A government watchdog group called Florida’s growing system of privately-run public charter schools wasteful and said it sometimes gives rise to self-dealing and profiteering.
Integrity Florida, a group which seeks to uncover public corruption, recommended more widespread disclosure of charter school finances, especially greater oversight of ways tax dollars end up in private companies profits.
The study also showed how some of Florida’s elected officials are influenced by the money in charter school development and operation.
“Some public officials who decide education policy and their families are profiting personally from ownership and employment with the charter school industry, creating the appearance of a conflict of interest,” the study says. “Lax regulation of charter schools has created opportunities for financial mismanagement and criminal corruption. ... Inasmuch as charter schools can be an inefficient and wasteful option for ‘school choice,’ the legislature should evaluate the appropriate amount of funding the state can afford to offer in educational choices to parents and students.”

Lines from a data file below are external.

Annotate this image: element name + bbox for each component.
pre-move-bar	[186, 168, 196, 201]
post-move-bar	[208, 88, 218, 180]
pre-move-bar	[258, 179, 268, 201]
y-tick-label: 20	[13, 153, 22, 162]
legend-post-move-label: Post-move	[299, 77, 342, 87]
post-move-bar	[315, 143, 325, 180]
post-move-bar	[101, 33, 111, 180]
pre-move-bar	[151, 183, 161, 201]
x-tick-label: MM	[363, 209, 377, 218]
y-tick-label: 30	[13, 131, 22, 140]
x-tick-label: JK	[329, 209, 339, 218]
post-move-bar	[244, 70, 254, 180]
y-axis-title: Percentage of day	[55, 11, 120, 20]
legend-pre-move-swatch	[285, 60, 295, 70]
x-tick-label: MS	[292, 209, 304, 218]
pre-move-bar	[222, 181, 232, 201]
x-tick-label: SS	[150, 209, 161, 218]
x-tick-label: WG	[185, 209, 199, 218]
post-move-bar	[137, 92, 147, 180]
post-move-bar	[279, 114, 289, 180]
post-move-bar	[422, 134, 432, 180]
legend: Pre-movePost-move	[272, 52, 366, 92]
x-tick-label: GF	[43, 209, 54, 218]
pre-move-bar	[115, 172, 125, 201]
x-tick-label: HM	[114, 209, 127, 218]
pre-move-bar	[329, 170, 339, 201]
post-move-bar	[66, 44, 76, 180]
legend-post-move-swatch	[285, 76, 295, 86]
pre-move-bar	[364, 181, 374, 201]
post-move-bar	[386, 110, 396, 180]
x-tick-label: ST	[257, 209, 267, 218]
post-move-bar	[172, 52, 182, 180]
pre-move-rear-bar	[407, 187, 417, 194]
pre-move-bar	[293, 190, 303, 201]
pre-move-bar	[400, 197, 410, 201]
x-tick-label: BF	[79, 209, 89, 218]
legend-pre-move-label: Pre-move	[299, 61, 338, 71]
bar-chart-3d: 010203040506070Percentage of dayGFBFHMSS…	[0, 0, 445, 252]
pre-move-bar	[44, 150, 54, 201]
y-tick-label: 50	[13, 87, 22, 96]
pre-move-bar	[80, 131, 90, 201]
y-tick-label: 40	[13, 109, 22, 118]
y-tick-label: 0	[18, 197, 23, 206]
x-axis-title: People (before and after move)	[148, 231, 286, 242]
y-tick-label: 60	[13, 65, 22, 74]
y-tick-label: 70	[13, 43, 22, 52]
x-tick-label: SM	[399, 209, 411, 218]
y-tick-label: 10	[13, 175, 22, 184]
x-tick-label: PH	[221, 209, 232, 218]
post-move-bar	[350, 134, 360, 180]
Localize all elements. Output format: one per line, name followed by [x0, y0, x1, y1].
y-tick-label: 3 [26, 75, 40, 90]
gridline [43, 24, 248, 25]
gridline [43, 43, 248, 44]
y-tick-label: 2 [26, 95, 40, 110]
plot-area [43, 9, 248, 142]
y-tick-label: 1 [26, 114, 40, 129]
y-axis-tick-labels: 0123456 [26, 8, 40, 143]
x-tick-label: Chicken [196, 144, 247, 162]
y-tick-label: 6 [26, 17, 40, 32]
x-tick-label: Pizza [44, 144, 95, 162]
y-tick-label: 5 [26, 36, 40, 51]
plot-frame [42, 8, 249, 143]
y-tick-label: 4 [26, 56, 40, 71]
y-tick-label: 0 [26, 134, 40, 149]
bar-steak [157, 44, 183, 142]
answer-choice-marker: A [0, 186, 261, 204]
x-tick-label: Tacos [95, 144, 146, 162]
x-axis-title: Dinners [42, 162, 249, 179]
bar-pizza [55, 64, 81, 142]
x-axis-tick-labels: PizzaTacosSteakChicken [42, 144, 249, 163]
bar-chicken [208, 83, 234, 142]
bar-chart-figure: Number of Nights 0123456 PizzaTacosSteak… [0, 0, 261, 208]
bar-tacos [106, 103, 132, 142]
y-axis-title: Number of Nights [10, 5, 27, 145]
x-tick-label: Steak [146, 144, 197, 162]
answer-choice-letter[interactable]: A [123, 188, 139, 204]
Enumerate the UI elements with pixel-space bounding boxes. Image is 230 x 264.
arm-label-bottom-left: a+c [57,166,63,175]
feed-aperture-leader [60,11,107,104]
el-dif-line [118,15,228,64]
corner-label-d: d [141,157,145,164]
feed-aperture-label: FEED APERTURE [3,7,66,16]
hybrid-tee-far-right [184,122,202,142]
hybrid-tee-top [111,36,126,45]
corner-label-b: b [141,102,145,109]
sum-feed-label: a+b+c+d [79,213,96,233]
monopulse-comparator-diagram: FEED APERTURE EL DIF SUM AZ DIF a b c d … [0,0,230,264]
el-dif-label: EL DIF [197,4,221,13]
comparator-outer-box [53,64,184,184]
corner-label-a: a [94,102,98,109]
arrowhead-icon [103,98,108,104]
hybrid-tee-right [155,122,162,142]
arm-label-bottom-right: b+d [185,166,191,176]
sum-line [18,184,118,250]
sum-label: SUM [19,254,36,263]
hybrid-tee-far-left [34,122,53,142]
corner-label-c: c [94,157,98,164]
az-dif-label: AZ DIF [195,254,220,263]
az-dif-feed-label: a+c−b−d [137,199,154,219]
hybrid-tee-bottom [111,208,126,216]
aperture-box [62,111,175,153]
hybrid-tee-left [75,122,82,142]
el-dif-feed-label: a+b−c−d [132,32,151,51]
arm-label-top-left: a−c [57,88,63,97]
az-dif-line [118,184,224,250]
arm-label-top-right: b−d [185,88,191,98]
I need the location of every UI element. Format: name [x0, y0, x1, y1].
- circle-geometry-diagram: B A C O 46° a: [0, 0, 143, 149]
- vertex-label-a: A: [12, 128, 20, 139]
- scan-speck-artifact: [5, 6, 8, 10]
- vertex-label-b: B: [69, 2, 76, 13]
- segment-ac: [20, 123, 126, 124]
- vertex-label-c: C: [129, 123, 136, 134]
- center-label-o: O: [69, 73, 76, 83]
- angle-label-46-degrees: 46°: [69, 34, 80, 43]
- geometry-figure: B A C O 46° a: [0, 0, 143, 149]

Charter schools are public schools. But unlike traditional public schools they operate independently of publicly-elected school boards.
Although all charter schools are nonprofits controlled by their own privately selected boards, about half of Florida’s charter schools are run by for-profit companies. In general all charter schools face fewer state restrictions and less oversight than regular public schools.
School districts are, on paper, authorizers of each charter school. However, over the years, state legislators have whittled down school district’s oversight of charter schools.
Recently the Florida Supreme Court struck down a proposed state constitutional amendment which would have let the state or some other entity authorize charter schools without school districts’ consent, using local, state, and federal tax dollars.
The court removed that amendment from the ballot, saying in a 4-3 ruling that the amendment’s language and intent were unclear.
Meanwhile, large urban districts like Duval County Schools, continue to lose students and funding to charter schools, because in Florida most school funding follows the student.
In Duval County, 16,160 of the 131,397 public school students this year (or 12 percent) attend charter schools rather than district schools. Charter schools in Duval County received $106.2 million in total funding.
Statewide about 10 percent, or about 296,000 students of Florida’s 2.8 million children, attend 650 charter schools.
Florida charter schools received $346 million in capital outlay funds alone in 2016-17, surpassing what traditional schools received some years, the study said. That doesn’t include the hundreds of millions more charter schools receive for operations and management.
Yet charter schools’ success has been mixed, most studies agree. Although many charter schools do academically outperform their district counterparts, many others do not.
“Charter schools are more likely to receive an A than all schools and also more likely to receive an F grade,” the study said. “Three percent of charter schools (16 schools) received an F grade, compared to one percent (43 schools) of all schools, in the 2016-17 school year.”
Since 1998, at least 373 charter schools have closed in Florida. When for-profit charters close, the public money spent on lease payments and building improvements is lost, because the school district doesn’t own their buildings, the study said.
Even so, charter schools’ political influence is growing.
Since its start in 1998, the charter school industry has spent more than $13 million to influence state education policy in Florida through contributions to political campaigns, the study said. Since 2007, the industry spent another $8 million on legislative lobbying.
The result has been laws encouraging the spread of charter schools and relaxation of state rules for charter schools, the report said.
Integrity Florida made several recommendations designed to eliminate and improve charter schools:
• Require for-profit companies associated with charter schools to report their expenditures and profits for each school they operate. Companies managing charter schools in more than one school district should have annual audits ensuring local tax revenue is being spent locally.
• Require charter schools to post on their website their original application and charter contract along with their annual report, audit and school grade.
• Charter school websites should include lease agreements, including terms and conditions and who profits from the lease payments. Limit the amount of public funds that can be used for charter school facility leases to a certain percentage of the school’s operating budget.
• Prohibit charter schools from using public education funds for advertising to attract new students.
• Require charter schools to report annually the number of dropouts, the number of withdrawals and the number of expulsions.